Growing up in Detroit, Kenneth Nixon often saw police harassing people, mostly Black people. At 19, Nixon, a father of two, opened a towing business and began to fulfill his dream of attending college.
All of that changed on Sept. 21, 2005, when Nixon was convicted of a murder he did not commit. He served 16 years until a Wayne County judge dismissed all his charges and vacated his sentence in February 2021.
Nixon filed a federal lawsuit against the Detroit Police Department last week, saying the police department framed him for murder and used fabricated testimony against him from an inmate seeking early release.
“The emotions surrounding the filing of the lawsuit was partly excitement, partly frustration. I feel like it is sad we have to ask a judge to force systemic change, to disrupt the DPD,” Nixon told HuffPost.
He said he continues to be haunted by his conviction even though he’s out of prison.
“It took me months to finally get my record cleared up,” he said. “Every time you apply for a job, you have to explain why this conviction shows up in your background. Every time you apply for housing, you have to explain why this is there.”
The Detroit Police Department declined to comment, citing pending litigation.
According to local reports, Naomi Vaughn and her five children lived at a home with her boyfriend. Someone threw a Molotov cocktail into the home, causing a fire that killed two of the children.
Nixon was at home with his girlfriend when the incident happened, according to the lawsuit and media interviews with Nixon’s family members. Vaughn’s boyfriend and Nixon’s girlfriend had once had an affair, and Vaughn’s family claimed Nixon was seeking revenge out of jealousy.
Vaughn’s boyfriend told officers that Nixon started the fire, but details of his account changed multiple times, according to the lawsuit. For example, he told police that he had seen Nixon’s girlfriend driving a getaway car, although he previously had denied being able to identify the driver.
Police largely relied on a statement from Vaughn’s 13-year-old son, who also said Nixon had started the fire. But the statement was so inconsistent that Det. Kurtiss Staples acknowledged in a memo to Cmdr. James Tolbert that the boy may have been influenced by family members and that there was a “desperate need” for more evidence to connect Nixon to the fatal fire.
“So fraught were these inconsistent statements that Defendant Staples admitted in a memo to Defendant Tolbert that it was ‘obvious’ that Brandon had been ‘coached by family members.’ Defendants Staples and Tolbert withheld this memo from the prosecutor and the defense,” the lawsuit says.
The lawsuit adds that police fabricated information and evidence in order to corroborate Vaughn’s son’s account, including presenting false information while they interrogated one of Nixon’s family members and giving prosecutors inaccurate information about where Nixon and his family members were when the fire occurred.
“I was happy to be free for sure. I was glad we were finally able to prove my innocence. I think overall police departments across the country could do a better job of ridding the bad actors, but they don’t.”
– Kenneth Nixon
Nixon passed a polygraph test, the lawsuit says, but detectives falsely submitted that he failed. (Nixon took another polygraph from an independent examiner a few years later and passed again.)
Officers found evidence pointing to someone else being involved in the fire, but the information was never disclosed during criminal proceedings, the lawsuit states.
During Nixon’s trial, officers relied on a statement from a jailhouse informant who allegedly falsely claimed Nixon confessed to him that he had started the fire. One of the detectives cited in the lawsuit allegedly promised the informant a reduced sentence if he gave a statement relevant to the case.
Years later, after multiple appeal filings in the court after his conviction, the Cooley Law Innocence Project took on Nixon’s case. After a re-investigation, all his charges were dismissed and his sentencing was vacated.
“I was happy to be free for sure. I was glad we were finally able to prove my innocence,” Nixon told HuffPost. “I think overall police departments across the country could do a better job of ridding the bad actors, but they don’t.”
Nixon’s lawsuit accuses the Detroit police of bad practices and relying on “flawed investigations and fabricated ‘informant’ testimony” as a means to put people in jail.
Detroit entered a federal consent decree in 2003, after the Department of Justice and a local media investigation uncovered excessive use of deadly force and illegal detentions. The federal government has used this type of binding agreement, which is subject to court enforcement, to monitor and rein in some of the most troubled police departments in the nation.
Concerns over transparency about bad officers in the department are still festering. Last year, the department announced it would redact misconduct records and disciplinary cases, which would make it difficult for media outlets and citizens to access police personnel files. The decision came just months after the city identified more than 100 “high risk” officers who were known for their history of misconduct.
“Overall the Detroit Police Department has a negative connotation associated with them for years,” Nixon said. “It has been a culture for years, for decades.”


[TASK TO COMPLETE] When a line of the entries contains the word "pixels", report that line.

[Records excerpted from a collection]

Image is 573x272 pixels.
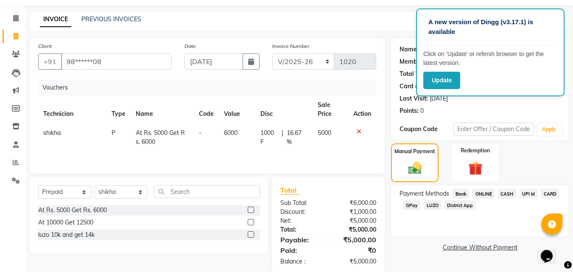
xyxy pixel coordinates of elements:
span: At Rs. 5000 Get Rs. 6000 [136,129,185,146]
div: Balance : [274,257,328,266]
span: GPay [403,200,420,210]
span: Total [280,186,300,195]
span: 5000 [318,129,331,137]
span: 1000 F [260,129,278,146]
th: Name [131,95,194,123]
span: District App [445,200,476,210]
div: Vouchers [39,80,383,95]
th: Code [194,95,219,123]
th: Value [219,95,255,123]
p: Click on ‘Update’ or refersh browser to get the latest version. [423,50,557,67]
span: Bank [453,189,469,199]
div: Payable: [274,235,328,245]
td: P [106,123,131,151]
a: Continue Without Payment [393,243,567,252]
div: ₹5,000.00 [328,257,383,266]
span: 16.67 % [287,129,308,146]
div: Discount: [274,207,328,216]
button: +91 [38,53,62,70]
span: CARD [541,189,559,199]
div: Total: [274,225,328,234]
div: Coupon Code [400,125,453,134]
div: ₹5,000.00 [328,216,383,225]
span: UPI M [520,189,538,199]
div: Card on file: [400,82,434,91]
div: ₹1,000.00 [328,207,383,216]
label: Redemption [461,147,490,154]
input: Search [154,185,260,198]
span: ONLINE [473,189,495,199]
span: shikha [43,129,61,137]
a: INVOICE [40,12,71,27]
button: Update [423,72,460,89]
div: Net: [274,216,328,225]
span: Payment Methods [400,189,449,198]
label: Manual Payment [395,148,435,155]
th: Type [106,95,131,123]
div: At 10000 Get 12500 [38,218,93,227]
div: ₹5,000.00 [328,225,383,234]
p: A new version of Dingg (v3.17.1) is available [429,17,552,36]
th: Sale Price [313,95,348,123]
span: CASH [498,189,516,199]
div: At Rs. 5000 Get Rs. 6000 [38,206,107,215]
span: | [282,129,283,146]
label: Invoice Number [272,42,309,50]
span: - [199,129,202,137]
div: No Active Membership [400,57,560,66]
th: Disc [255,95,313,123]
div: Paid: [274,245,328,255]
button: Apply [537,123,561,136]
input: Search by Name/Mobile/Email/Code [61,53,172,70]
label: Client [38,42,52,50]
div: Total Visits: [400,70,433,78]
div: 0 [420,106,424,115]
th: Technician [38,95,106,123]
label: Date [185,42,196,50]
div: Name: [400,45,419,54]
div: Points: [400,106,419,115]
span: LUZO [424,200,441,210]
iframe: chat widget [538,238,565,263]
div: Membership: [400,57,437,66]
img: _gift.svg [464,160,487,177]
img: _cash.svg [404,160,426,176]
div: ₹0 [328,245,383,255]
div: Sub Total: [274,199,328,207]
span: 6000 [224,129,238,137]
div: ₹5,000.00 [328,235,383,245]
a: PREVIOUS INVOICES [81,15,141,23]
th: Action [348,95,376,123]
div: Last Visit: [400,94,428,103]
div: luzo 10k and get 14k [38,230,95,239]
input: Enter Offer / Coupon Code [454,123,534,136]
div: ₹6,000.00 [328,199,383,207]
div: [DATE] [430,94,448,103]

* * *

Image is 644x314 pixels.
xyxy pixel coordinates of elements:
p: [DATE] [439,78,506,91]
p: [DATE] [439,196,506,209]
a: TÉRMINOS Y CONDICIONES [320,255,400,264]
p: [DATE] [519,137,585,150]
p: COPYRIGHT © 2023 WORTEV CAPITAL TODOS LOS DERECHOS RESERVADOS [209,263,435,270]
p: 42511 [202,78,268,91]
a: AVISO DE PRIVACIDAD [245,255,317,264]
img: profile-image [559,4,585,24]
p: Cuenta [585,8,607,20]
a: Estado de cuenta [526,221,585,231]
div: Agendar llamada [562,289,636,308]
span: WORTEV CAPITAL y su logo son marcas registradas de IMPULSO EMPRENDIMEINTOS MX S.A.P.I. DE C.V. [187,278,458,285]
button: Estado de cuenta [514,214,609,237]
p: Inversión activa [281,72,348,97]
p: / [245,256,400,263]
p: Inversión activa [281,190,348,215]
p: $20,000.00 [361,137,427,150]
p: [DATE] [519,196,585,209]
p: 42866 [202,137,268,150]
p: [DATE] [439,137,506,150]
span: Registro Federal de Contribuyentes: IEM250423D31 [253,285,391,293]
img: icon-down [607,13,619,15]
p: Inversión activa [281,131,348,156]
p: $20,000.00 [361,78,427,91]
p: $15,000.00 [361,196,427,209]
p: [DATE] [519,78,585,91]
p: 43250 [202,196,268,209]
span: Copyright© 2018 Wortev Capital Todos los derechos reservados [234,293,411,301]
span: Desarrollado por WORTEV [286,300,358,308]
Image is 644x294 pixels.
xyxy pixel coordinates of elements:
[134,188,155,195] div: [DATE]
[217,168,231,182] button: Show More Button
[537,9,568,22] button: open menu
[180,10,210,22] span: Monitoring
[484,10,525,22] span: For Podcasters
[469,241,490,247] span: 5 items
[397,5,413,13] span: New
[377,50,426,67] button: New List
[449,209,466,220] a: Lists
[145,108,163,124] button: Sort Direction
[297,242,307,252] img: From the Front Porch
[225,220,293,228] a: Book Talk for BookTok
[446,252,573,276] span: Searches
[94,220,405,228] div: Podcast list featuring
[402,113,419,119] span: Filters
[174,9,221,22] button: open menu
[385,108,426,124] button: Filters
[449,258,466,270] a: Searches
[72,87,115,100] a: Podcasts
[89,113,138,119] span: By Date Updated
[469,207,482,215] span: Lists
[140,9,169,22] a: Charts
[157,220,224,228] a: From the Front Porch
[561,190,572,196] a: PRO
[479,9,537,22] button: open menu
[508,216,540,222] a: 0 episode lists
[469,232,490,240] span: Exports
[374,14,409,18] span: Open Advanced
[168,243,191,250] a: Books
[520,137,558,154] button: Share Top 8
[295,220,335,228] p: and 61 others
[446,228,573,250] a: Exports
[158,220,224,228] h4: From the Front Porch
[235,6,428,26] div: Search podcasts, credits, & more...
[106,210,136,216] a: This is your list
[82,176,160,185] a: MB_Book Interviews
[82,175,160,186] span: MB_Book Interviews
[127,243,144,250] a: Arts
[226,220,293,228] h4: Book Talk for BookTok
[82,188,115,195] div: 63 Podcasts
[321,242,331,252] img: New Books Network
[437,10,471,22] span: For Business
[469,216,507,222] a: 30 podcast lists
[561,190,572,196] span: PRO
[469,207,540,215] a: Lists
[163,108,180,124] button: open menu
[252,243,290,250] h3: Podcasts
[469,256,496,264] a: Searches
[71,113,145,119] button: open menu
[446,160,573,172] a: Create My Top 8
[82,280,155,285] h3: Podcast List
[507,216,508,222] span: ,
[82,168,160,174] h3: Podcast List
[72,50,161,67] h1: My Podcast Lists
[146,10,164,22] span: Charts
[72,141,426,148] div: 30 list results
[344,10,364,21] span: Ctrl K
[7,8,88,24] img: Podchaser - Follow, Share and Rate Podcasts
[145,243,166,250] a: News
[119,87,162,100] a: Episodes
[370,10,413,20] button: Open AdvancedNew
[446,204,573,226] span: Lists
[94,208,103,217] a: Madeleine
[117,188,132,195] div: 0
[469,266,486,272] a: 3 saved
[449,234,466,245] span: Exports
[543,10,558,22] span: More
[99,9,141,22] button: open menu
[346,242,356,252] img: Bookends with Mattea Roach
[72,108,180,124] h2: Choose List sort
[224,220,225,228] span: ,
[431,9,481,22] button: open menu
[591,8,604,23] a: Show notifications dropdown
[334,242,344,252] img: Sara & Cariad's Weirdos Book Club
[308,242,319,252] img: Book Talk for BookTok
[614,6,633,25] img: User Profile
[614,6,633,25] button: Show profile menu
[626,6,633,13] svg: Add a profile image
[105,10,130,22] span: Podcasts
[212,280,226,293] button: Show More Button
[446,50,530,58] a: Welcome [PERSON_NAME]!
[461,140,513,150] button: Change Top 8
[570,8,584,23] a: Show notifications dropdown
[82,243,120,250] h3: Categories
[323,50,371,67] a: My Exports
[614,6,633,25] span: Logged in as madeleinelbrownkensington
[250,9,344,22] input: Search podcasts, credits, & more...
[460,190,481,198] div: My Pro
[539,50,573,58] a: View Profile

...

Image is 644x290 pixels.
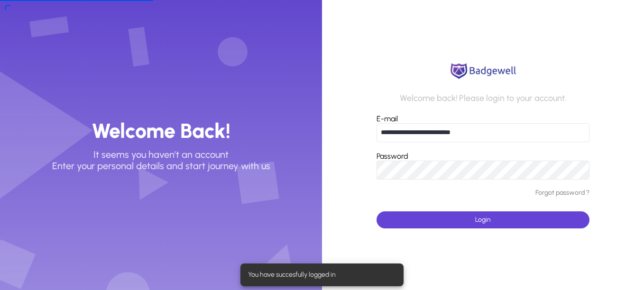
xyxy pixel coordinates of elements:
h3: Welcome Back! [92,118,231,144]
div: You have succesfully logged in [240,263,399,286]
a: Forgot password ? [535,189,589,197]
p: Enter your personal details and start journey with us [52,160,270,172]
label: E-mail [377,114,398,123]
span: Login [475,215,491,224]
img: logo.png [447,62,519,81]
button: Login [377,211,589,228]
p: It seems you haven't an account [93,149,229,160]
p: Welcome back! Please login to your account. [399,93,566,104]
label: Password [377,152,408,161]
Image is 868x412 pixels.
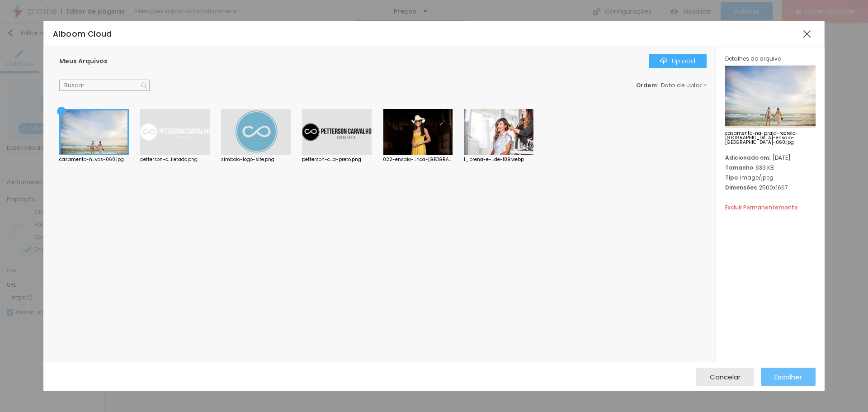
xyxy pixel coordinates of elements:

[FINAL ANSWER]
Image is 573x272 pixels.
Image is 644x314 pixels.
Image is 644x294 pixels.
Image is 644x290 pixels.
Image is 868x412 pixels.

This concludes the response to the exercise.